When the wind industry first began to develop in California in the early 1980s, wind-generated electricity cost 38¢ per kilowatt-hour. Since then it has dropped to 4¢ or below in prime wind sites. And some long-term supply contracts have been signed for 3¢ per kilowatt-hour. EWEA projects that by 2020 many wind farms will be generating electricity at 2¢ per kilowatt-hour, making it cheaper than all other sources of electricity.
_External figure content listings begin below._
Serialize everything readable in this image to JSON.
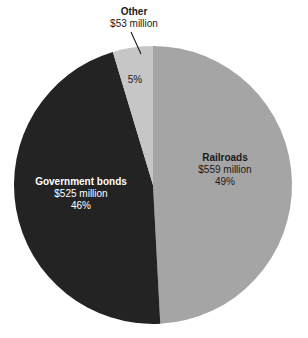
{
  "chart_data": {
    "type": "pie",
    "title": "",
    "subtitle": "",
    "categories": [
      "Railroads",
      "Government bonds",
      "Other"
    ],
    "values": [
      559,
      525,
      53
    ],
    "percentages": [
      49,
      46,
      5
    ],
    "value_unit": "$ million",
    "legend_position": "none",
    "grid": false,
    "labels_inside": true,
    "start_angle_deg": 0,
    "direction": "clockwise",
    "slices": [
      {
        "name": "Railroads",
        "amount_label": "$559 million",
        "percent_label": "49%",
        "value": 559,
        "percent": 49,
        "color": "#a5a5a5",
        "text_color": "#1a1a1a",
        "label_placement": "inside"
      },
      {
        "name": "Government bonds",
        "amount_label": "$525 million",
        "percent_label": "46%",
        "value": 525,
        "percent": 46,
        "color": "#232323",
        "text_color": "#ffffff",
        "label_placement": "inside"
      },
      {
        "name": "Other",
        "amount_label": "$53 million",
        "percent_label": "5%",
        "value": 53,
        "percent": 5,
        "color": "#c6c6c6",
        "text_color": "#1a1a1a",
        "label_placement": "callout"
      }
    ],
    "colors": {
      "railroads": "#a5a5a5",
      "government_bonds": "#232323",
      "other": "#c6c6c6",
      "background": "#ffffff",
      "leader_line": "#1a1a1a"
    }
  },
  "labels": {
    "other": {
      "name": "Other",
      "amount": "$53 million",
      "percent": "5%"
    },
    "railroads": {
      "name": "Railroads",
      "amount": "$559 million",
      "percent": "49%"
    },
    "government_bonds": {
      "name": "Government bonds",
      "amount": "$525 million",
      "percent": "46%"
    }
  }
}
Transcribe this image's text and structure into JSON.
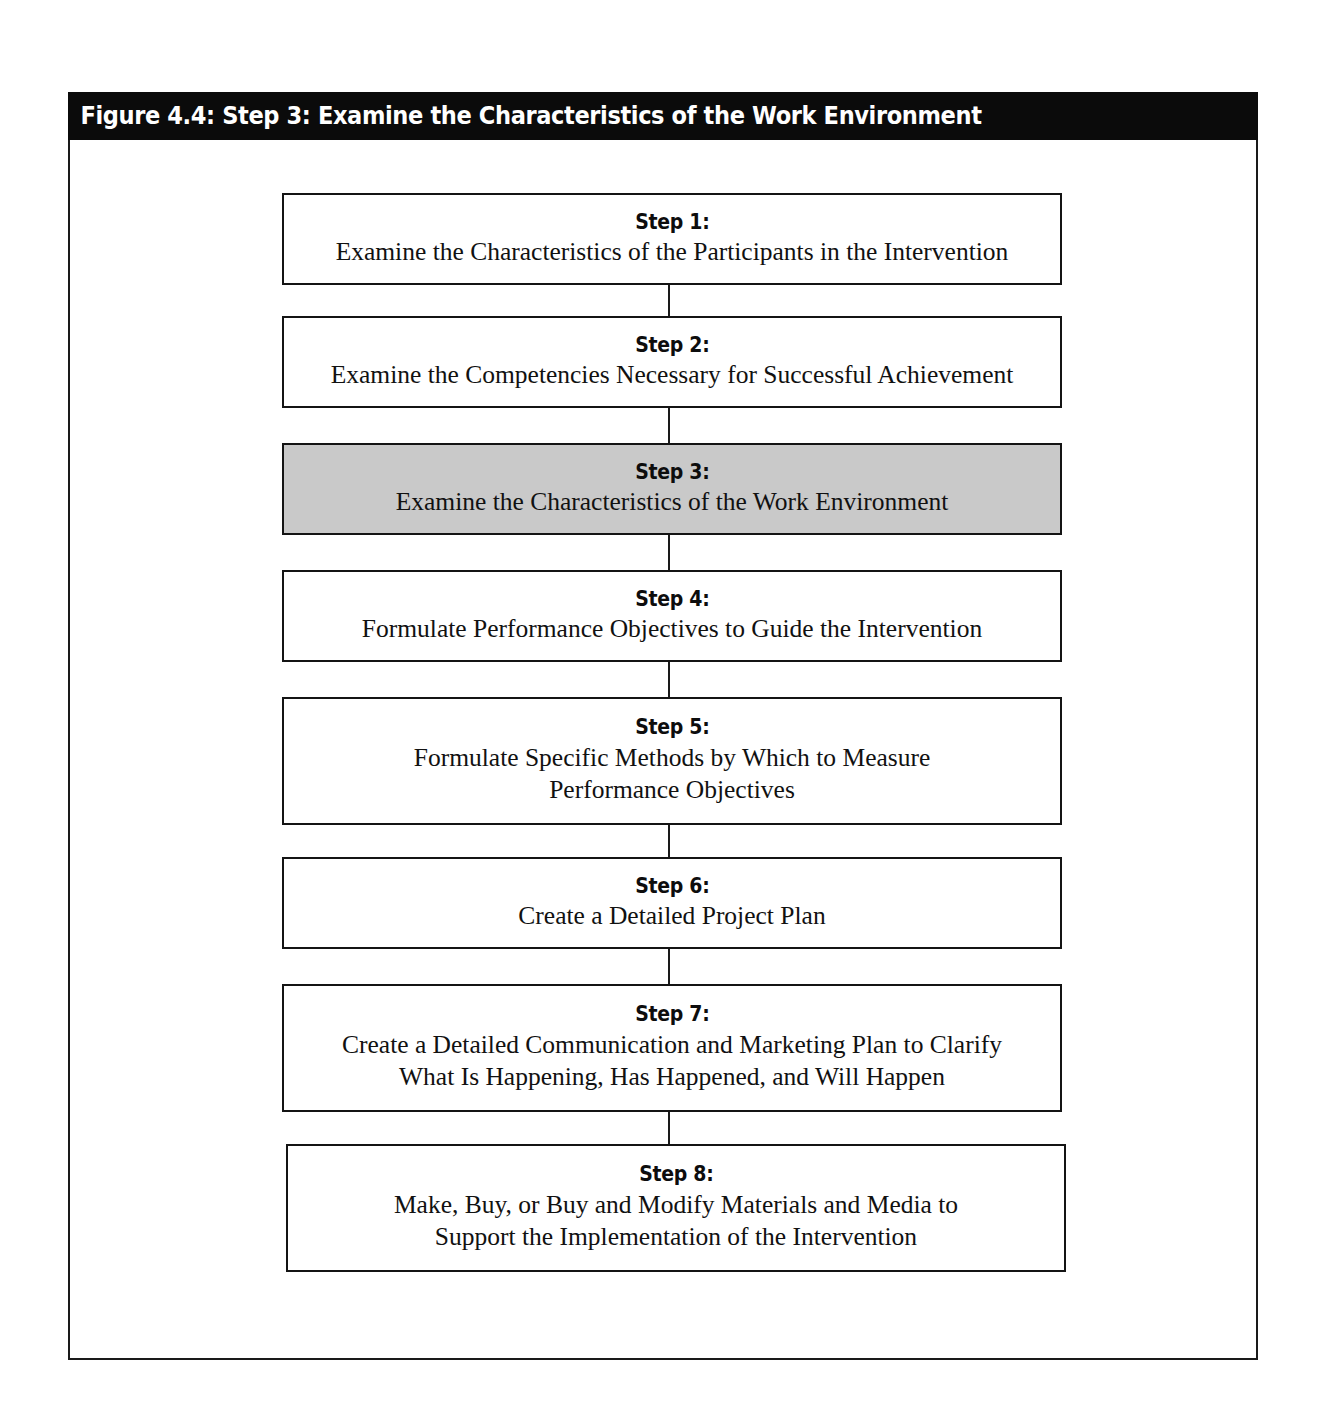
{
  "figure": {
    "title": "Figure 4.4: Step 3: Examine the Characteristics of the Work Environment",
    "highlighted_step_index": 2,
    "colors": {
      "title_bar_background": "#0b0b0b",
      "title_bar_text": "#ffffff",
      "frame_border": "#1a1a1a",
      "box_border": "#141414",
      "box_fill": "#ffffff",
      "highlight_fill": "#c9c9c9",
      "shadow": "#9c9c9c",
      "connector": "#1a1a1a"
    }
  },
  "chart_data": {
    "type": "flowchart",
    "title": "Figure 4.4: Step 3: Examine the Characteristics of the Work Environment",
    "orientation": "vertical",
    "connector_style": "straight-line",
    "highlighted": "Step 3:",
    "nodes": [
      {
        "label": "Step 1:",
        "description": "Examine the Characteristics of the Participants in the Intervention",
        "lines": 1,
        "highlighted": false
      },
      {
        "label": "Step 2:",
        "description": "Examine the Competencies Necessary for Successful Achievement",
        "lines": 1,
        "highlighted": false
      },
      {
        "label": "Step 3:",
        "description": "Examine the Characteristics of the Work Environment",
        "lines": 1,
        "highlighted": true
      },
      {
        "label": "Step 4:",
        "description": "Formulate Performance Objectives to Guide the Intervention",
        "lines": 1,
        "highlighted": false
      },
      {
        "label": "Step 5:",
        "description": "Formulate Specific Methods by Which to Measure\nPerformance Objectives",
        "lines": 2,
        "highlighted": false
      },
      {
        "label": "Step 6:",
        "description": "Create a Detailed Project Plan",
        "lines": 1,
        "highlighted": false
      },
      {
        "label": "Step 7:",
        "description": "Create a Detailed Communication and Marketing Plan to Clarify\nWhat Is Happening, Has Happened, and Will Happen",
        "lines": 2,
        "highlighted": false
      },
      {
        "label": "Step 8:",
        "description": "Make, Buy, or Buy and Modify Materials and Media to\nSupport the Implementation of the Intervention",
        "lines": 2,
        "highlighted": false
      }
    ]
  }
}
Once we get cheap electricity from wind, we have the option of electrolyzing water to produce hydrogen, which provides a way of both storing and efficiently transporting wind energy. At night when the demand for electricity drops, the hydrogen generators can be turned on to build up reserves. Hydrogen is the fuel of choice for the fuel cell engines that automakers worldwide are working on and, if push comes to shove on the climate front, cars with gasoline-burning internal combustion engines can be converted to hydrogen.
Once in storage, hydrogen can be used to fuel power plants, much as natural gas is used. This hydrogen can be either a backup for wind power or an alternative to natural gas, especially if rising prices make gas prohibitively costly for electricity generation.
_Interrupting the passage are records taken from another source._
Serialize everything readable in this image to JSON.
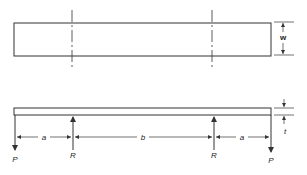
{
  "diagram": {
    "type": "beam-loading-schematic",
    "plan_view": {
      "width_label": "w"
    },
    "elevation_view": {
      "thickness_label": "t",
      "loads": [
        {
          "label": "P",
          "position": "left-end",
          "direction": "down"
        },
        {
          "label": "R",
          "position": "left-support",
          "direction": "up"
        },
        {
          "label": "R",
          "position": "right-support",
          "direction": "up"
        },
        {
          "label": "P",
          "position": "right-end",
          "direction": "down"
        }
      ],
      "spans": [
        {
          "label": "a"
        },
        {
          "label": "b"
        },
        {
          "label": "a"
        }
      ]
    },
    "colors": {
      "line": "#333333",
      "background": "#ffffff"
    }
  }
}
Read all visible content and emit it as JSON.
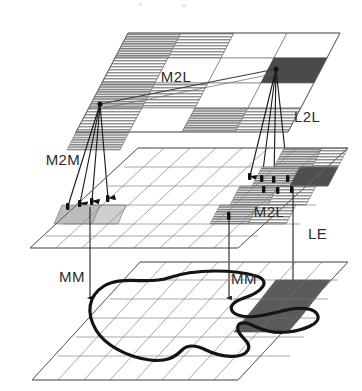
{
  "figure": {
    "width": 362,
    "height": 391,
    "background": "#ffffff"
  },
  "labels": {
    "top_plane_m2l": "M2L",
    "top_plane_l2l": "L2L",
    "middle_plane_m2m": "M2M",
    "middle_plane_m2l": "M2L",
    "middle_plane_le": "LE",
    "bottom_plane_mm_left": "MM",
    "bottom_plane_mm_right": "MM"
  },
  "label_positions": {
    "top_plane_m2l": {
      "x": 176,
      "y": 78
    },
    "top_plane_l2l": {
      "x": 294,
      "y": 118
    },
    "middle_plane_m2m": {
      "x": 63,
      "y": 161
    },
    "middle_plane_m2l": {
      "x": 269,
      "y": 213
    },
    "middle_plane_le": {
      "x": 312,
      "y": 235
    },
    "bottom_plane_mm_left": {
      "x": 72,
      "y": 278
    },
    "bottom_plane_mm_right": {
      "x": 244,
      "y": 280
    }
  },
  "planes": [
    {
      "name": "top-plane",
      "role": "layer-L",
      "grid_pattern": "checkerboard",
      "columns": 4,
      "rows": 4,
      "cell_fill_shaded": "#9a9a9a",
      "cell_fill_dark": "#4a4a4a",
      "cell_fill_light": "#ffffff",
      "stroke": "#767676",
      "corners": {
        "tl": [
          128,
          33
        ],
        "tr": [
          340,
          33
        ],
        "br": [
          240,
          132
        ],
        "bl": [
          32,
          132
        ]
      }
    },
    {
      "name": "middle-plane",
      "role": "layer-M",
      "grid_pattern": "fine-grid",
      "columns": 8,
      "rows": 6,
      "cell_fill_shaded": "#a8a8a8",
      "cell_fill_dark": "#4f4f4f",
      "stroke": "#6f6f6f",
      "corners": {
        "tl": [
          138,
          148
        ],
        "tr": [
          348,
          148
        ],
        "br": [
          238,
          248
        ],
        "bl": [
          30,
          248
        ]
      }
    },
    {
      "name": "bottom-plane",
      "role": "layer-MM",
      "grid_pattern": "fine-grid",
      "columns": 8,
      "rows": 6,
      "cell_fill_dark": "#5a5a5a",
      "stroke": "#6f6f6f",
      "has_contour": true,
      "corners": {
        "tl": [
          140,
          262
        ],
        "tr": [
          348,
          262
        ],
        "br": [
          238,
          380
        ],
        "bl": [
          32,
          380
        ]
      }
    }
  ],
  "connectors": {
    "left_fan": {
      "name": "m2m-fan",
      "origin": [
        100,
        104
      ],
      "endpoints": [
        [
          68,
          208
        ],
        [
          80,
          205
        ],
        [
          92,
          203
        ],
        [
          108,
          200
        ]
      ],
      "count": 4,
      "stroke": "#1c1c1c"
    },
    "right_fan": {
      "name": "l2l-fan",
      "origin": [
        276,
        69
      ],
      "endpoints": [
        [
          250,
          178
        ],
        [
          262,
          180
        ],
        [
          274,
          181
        ],
        [
          288,
          180
        ]
      ],
      "count": 4,
      "stroke": "#1c1c1c"
    },
    "cross_link": {
      "name": "m2l-cross-link",
      "from": [
        100,
        104
      ],
      "to": [
        276,
        69
      ],
      "stroke": "#3c3c3c"
    },
    "vertical_drops": [
      {
        "name": "mm-drop-left",
        "x": 90,
        "from": 208,
        "to": 300,
        "arrow": true
      },
      {
        "name": "mm-drop-mid",
        "x": 229,
        "from": 218,
        "to": 300,
        "arrow": true
      },
      {
        "name": "le-drop-right",
        "x": 293,
        "from": 188,
        "to": 296,
        "arrow": true
      }
    ]
  },
  "contour": {
    "name": "region-outline",
    "stroke": "#141414",
    "stroke_width": 3.2,
    "closed": true
  }
}
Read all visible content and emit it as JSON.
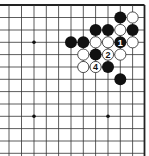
{
  "diagram": {
    "type": "go-board-fragment",
    "grid": {
      "x_lines": [
        9,
        21.5,
        34,
        46.3,
        58.6,
        71,
        83.3,
        95.6,
        108,
        120.3,
        132.6,
        144.5
      ],
      "y_lines": [
        5,
        17.5,
        30,
        42.3,
        54.6,
        67,
        79.3,
        91.6,
        104,
        116.3,
        128.6,
        141,
        153.3
      ],
      "top_edge": true,
      "right_edge": true,
      "line_color": "#333333",
      "edge_color": "#222222"
    },
    "star_points": [
      {
        "col": 2,
        "row": 3
      },
      {
        "col": 2,
        "row": 9
      },
      {
        "col": 8,
        "row": 9
      }
    ],
    "stones": [
      {
        "color": "black",
        "col": 9,
        "row": 1,
        "label": ""
      },
      {
        "color": "white",
        "col": 10,
        "row": 1,
        "label": ""
      },
      {
        "color": "black",
        "col": 7,
        "row": 2,
        "label": ""
      },
      {
        "color": "black",
        "col": 8,
        "row": 2,
        "label": ""
      },
      {
        "color": "white",
        "col": 9,
        "row": 2,
        "label": ""
      },
      {
        "color": "black",
        "col": 10,
        "row": 2,
        "label": ""
      },
      {
        "color": "black",
        "col": 5,
        "row": 3,
        "label": ""
      },
      {
        "color": "black",
        "col": 6,
        "row": 3,
        "label": ""
      },
      {
        "color": "white",
        "col": 7,
        "row": 3,
        "label": ""
      },
      {
        "color": "white",
        "col": 8,
        "row": 3,
        "label": ""
      },
      {
        "color": "black",
        "col": 9,
        "row": 3,
        "label": "1"
      },
      {
        "color": "white",
        "col": 10,
        "row": 3,
        "label": ""
      },
      {
        "color": "white",
        "col": 6,
        "row": 4,
        "label": ""
      },
      {
        "color": "black",
        "col": 7,
        "row": 4,
        "label": ""
      },
      {
        "color": "white",
        "col": 8,
        "row": 4,
        "label": "2"
      },
      {
        "color": "white",
        "col": 9,
        "row": 4,
        "label": ""
      },
      {
        "color": "white",
        "col": 6,
        "row": 5,
        "label": ""
      },
      {
        "color": "white",
        "col": 7,
        "row": 5,
        "label": "4"
      },
      {
        "color": "black",
        "col": 8,
        "row": 5,
        "label": ""
      },
      {
        "color": "black",
        "col": 9,
        "row": 6,
        "label": ""
      }
    ],
    "colors": {
      "black_stone": "#111111",
      "white_stone": "#ffffff",
      "white_stone_outline": "#222222",
      "label_on_black": "#ffffff",
      "label_on_white": "#111111"
    }
  }
}
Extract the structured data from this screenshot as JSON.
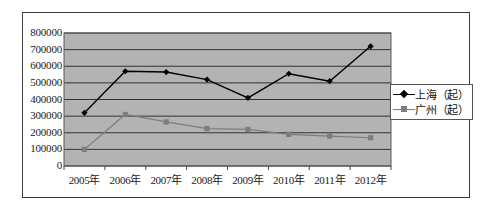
{
  "chart_data": {
    "type": "line",
    "title": "",
    "subtitle": "",
    "xlabel": "",
    "ylabel": "",
    "categories": [
      "2005年",
      "2006年",
      "2007年",
      "2008年",
      "2009年",
      "2010年",
      "2011年",
      "2012年"
    ],
    "series": [
      {
        "name": "上海（起）",
        "marker": "diamond",
        "color": "#000000",
        "values": [
          320000,
          570000,
          565000,
          520000,
          410000,
          555000,
          510000,
          720000
        ]
      },
      {
        "name": "广州（起）",
        "marker": "square",
        "color": "#7d7d7d",
        "values": [
          100000,
          310000,
          265000,
          225000,
          220000,
          190000,
          180000,
          170000
        ]
      }
    ],
    "ylim": [
      0,
      800000
    ],
    "ytick_labels": [
      "800000",
      "700000",
      "600000",
      "500000",
      "400000",
      "300000",
      "200000",
      "100000",
      "0"
    ],
    "ytick_values": [
      800000,
      700000,
      600000,
      500000,
      400000,
      300000,
      200000,
      100000,
      0
    ],
    "grid": true,
    "grid_axis": "y",
    "legend_position": "right",
    "plot_background": "#b3b3b3",
    "grid_color": "#333333",
    "plot_border_color": "#555555"
  },
  "legend": {
    "entries": [
      {
        "label": "上海（起）",
        "marker": "diamond-marker-icon"
      },
      {
        "label": "广州（起）",
        "marker": "square-marker-icon"
      }
    ]
  }
}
The principal cost for wind-generated electricity is the capital outlay for initial construction. Since wind is a free fuel, the only ongoing cost is for maintenance. Given the recent volatility of natural gas prices, the stability of wind power prices is particularly appealing. With the possibility of even higher costs of natural gas in the future, natural gas-fired plants may be used increasingly as a backup for wind-generated electricity.
The United States is lagging in developing wind energy not because it cannot compete technologically with Europe in manufacturing wind turbines but because of a lack of leadership in Washington. The wind production tax credit of 1.5¢ per kilowatt-hour, which was adopted in 1992 to establish parity with subsidies to fossil fuel, has been permitted to lapse three times in the last five years, most recently at the end of 2003 when Congress failed to pass a new energy bill. The uncertainty about when it will be renewed has disrupted planning throughout the wind power industry.
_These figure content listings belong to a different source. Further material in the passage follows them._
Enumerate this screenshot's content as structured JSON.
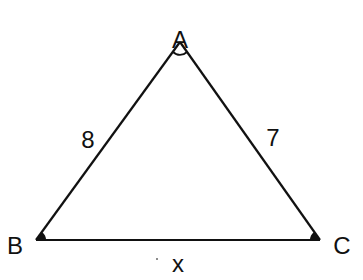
{
  "diagram": {
    "type": "triangle",
    "colors": {
      "stroke": "#111111",
      "background": "#ffffff"
    },
    "vertices": {
      "A": {
        "label": "A",
        "x": 180,
        "y": 42
      },
      "B": {
        "label": "B",
        "x": 36,
        "y": 240
      },
      "C": {
        "label": "C",
        "x": 320,
        "y": 240
      }
    },
    "sides": {
      "AB": {
        "label": "8"
      },
      "AC": {
        "label": "7"
      },
      "BC": {
        "label": "x"
      }
    },
    "angle_marks": [
      "A",
      "B",
      "C"
    ]
  }
}
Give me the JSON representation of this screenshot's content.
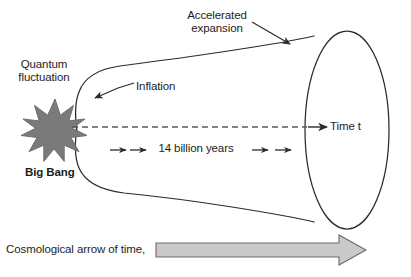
{
  "diagram": {
    "title_visible": false,
    "labels": {
      "quantum_fluctuation": "Quantum\nfluctuation",
      "quantum_fluctuation_line1": "Quantum",
      "quantum_fluctuation_line2": "fluctuation",
      "accelerated_expansion_line1": "Accelerated",
      "accelerated_expansion_line2": "expansion",
      "inflation": "Inflation",
      "big_bang": "Big Bang",
      "duration": "14 billion years",
      "time_axis": "Time t",
      "arrow_of_time": "Cosmological arrow of time,"
    },
    "colors": {
      "outline": "#2b2b2b",
      "text": "#1d1d1d",
      "starburst_fill": "#7a7a7a",
      "starburst_stroke": "#6e6e6e",
      "dashed_axis": "#5a5a5a",
      "block_arrow_fill": "#c9c9c9",
      "block_arrow_stroke": "#6a6a6a",
      "background": "#ffffff"
    },
    "elements": {
      "starburst_points": 12,
      "funnel_shape": "expanding cone from Big Bang singularity to present-day ellipse",
      "end_cap": "ellipse",
      "time_axis_style": "dashed with solid arrowhead",
      "duration_markers": 4
    }
  }
}
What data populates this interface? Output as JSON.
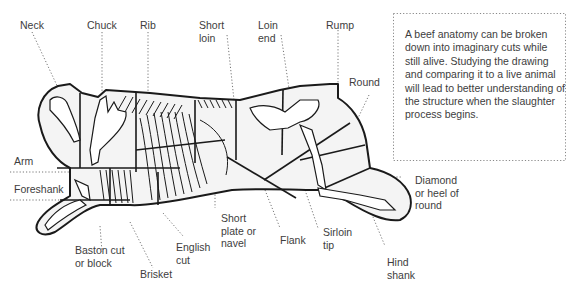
{
  "diagram": {
    "line_color": "#1a1a1a",
    "fill_color": "#f2f2f2",
    "leader_color": "#777777",
    "labels": {
      "neck": "Neck",
      "chuck": "Chuck",
      "rib": "Rib",
      "short_loin": "Short\nloin",
      "loin_end": "Loin\nend",
      "rump": "Rump",
      "round": "Round",
      "arm": "Arm",
      "foreshank": "Foreshank",
      "diamond": "Diamond\nor heel of\nround",
      "short_plate": "Short\nplate or\nnavel",
      "flank": "Flank",
      "sirloin_tip": "Sirloin\ntip",
      "baston_cut": "Baston cut\nor block",
      "english_cut": "English\ncut",
      "brisket": "Brisket",
      "hind_shank": "Hind\nshank"
    },
    "note": "A beef anatomy can be broken down into imaginary cuts while still alive. Studying the drawing and comparing it to a live animal will lead to better understanding of the structure when the slaughter process begins."
  }
}
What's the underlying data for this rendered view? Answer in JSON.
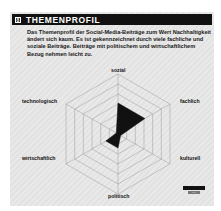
{
  "header": {
    "number": "8",
    "title": "THEMENPROFIL"
  },
  "description": "Das Themenprofil der Social-Media-Beiträge zum Wert Nachhaltigkeit ändert sich kaum. Es ist gekennzeichnet durch viele fachliche und soziale Beiträge. Beiträge mit politischem und wirtschaftlichem Bezug nehmen leicht zu.",
  "colors": {
    "series": "#111111",
    "grid": "#9a9a9a",
    "header_bg": "#111111"
  },
  "chart_data": {
    "type": "radar",
    "title": "THEMENPROFIL",
    "axes": [
      "sozial",
      "fachlich",
      "kulturell",
      "politisch",
      "wirtschaftlich",
      "technologisch"
    ],
    "series": [
      {
        "name": "2016",
        "values": [
          3.1,
          3.1,
          0.3,
          1.4,
          1.4,
          0.2
        ]
      }
    ],
    "range": [
      0,
      6
    ],
    "rings": 6,
    "grid": true,
    "legend_position": "bottom-right"
  },
  "legend": {
    "items": [
      {
        "label": "2016",
        "color": "#111111"
      }
    ]
  }
}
Europe's leadership has given it a major economic bonus: nine of the world's 10 leading wind turbine manufacturers are in three countries—Denmark, Germany, and Spain. These happen to be the three countries that have had the strongest and most stable market incentives.
The United States—with its advanced technology and wealth of wind resources—should be a leader in this field, but unfortunately it continues to rely heavily on coal, a nineteenth century energy source, for much of its electricity at a time when European countries are replacing coal with wind. Europe is not only leading the world into the wind age, it is also leading the world into the post-fossil fuel age—the age of renewable energy and climate stabilization. By demonstrating the potential for harnessing the energy in wind, Europe is unveiling the new energy economy for the rest of the world.